So Dara, the Irish-British pop sensation who briefly graced Eurovision with her presence, has revealed she quit the contest twice. Twice. Because apparently, winning Europe’s kitsch festival is not enough for today’s artists. They must also have the luxury of walking away, of making a statement. How terribly modern. BBC celebrates this as a triumph of Irish-British cultural unity, but I see something else: a symbol of our age’s intellectual and artistic decay.
Consider the historical parallel. In the late Roman Empire, gladiators and charioteers became celebrities, their every whim celebrated by a populace that had lost its moral compass. Today, we have Eurovision: a parade of sequins, dissonant pop, and politically correct posturing. Dara’s announcement is just the latest example of an artist using a platform to signal virtue rather than create lasting art. Quitting twice suggests not conviction but indecision, a desperate need for attention in a culture that values outrage over substance.
We live in an era of intellectual decadence. The Victorians had their Great Exhibition, a celebration of industry and progress. We have a song contest where the winner is chosen by a mix of jury votes and public whim, and where the most memorable moments are often the most bizarre. And now, even the winners cannot stay still.

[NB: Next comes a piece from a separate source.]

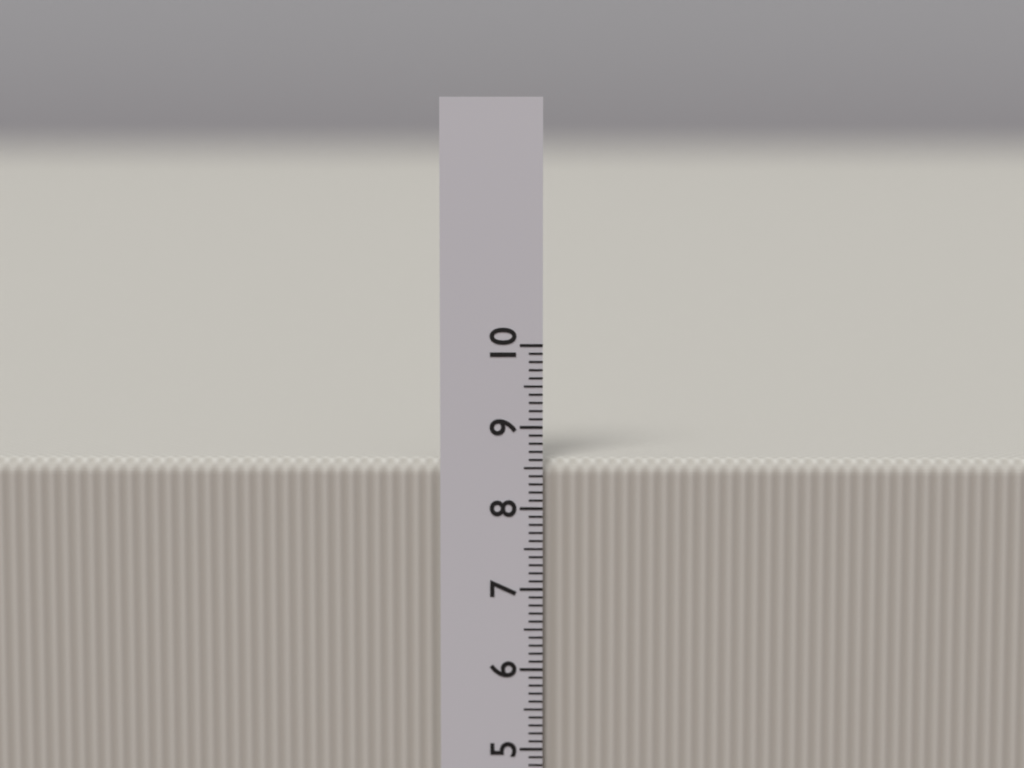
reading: 8.6 cm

They must quit, return, and quit again, as if consistency were a vice.
National identity, once a source of pride and anchor for culture, is now a marketing tool. Dara styles herself as Irish-British, a double-barrelled hyphenate that pleases BBC executives but means little to those who remember a time when artists represented a nation, not a brand. Her quitting is a metaphor for our times: we start things, we stop them, we have no commitment to anything but our own image.
Let us be clear. This is not about Dara. She is a symptom. The disease is a culture that celebrates the ephemeral, the ironic, the self-absorbed. We have swapped the rigour of the classical tradition for the noise of the pop charts. We have traded the moral earnestness of the Victorians for the shallow activism of Instagram. Dara’s exit, covered breathlessly by the press, is just another data point in the decline.
What would a Victorian observer make of this? They would shake their heads at a society that crowns a singer for a song about, well, does anyone remember the lyrics? They would be baffled by the idea that winning is not enough, that one must also perform heroics of renunciation. They would see, as I do, a civilisation that has lost its sense of purpose.
The BBC’s celebration is predictable. They are the cheerleaders of this circus, the ones who profit from the spectacle. But for those of us who still believe in high art, in national pride without apology, in the idea that a culture should aim for the eternal rather than the viral, Dara’s quitting is a reminder of how far we have fallen.
So here is my advice: ignore Dara. Ignore the next pop star who quits something. Instead, read a book by Edmund Burke. Revisit a symphony by Beethoven. Understand what it meant to create something that lasted. The fall of Rome took centuries; our fall might be quicker. But it will be accompanied, no doubt, by a soundtrack of fading pop stars.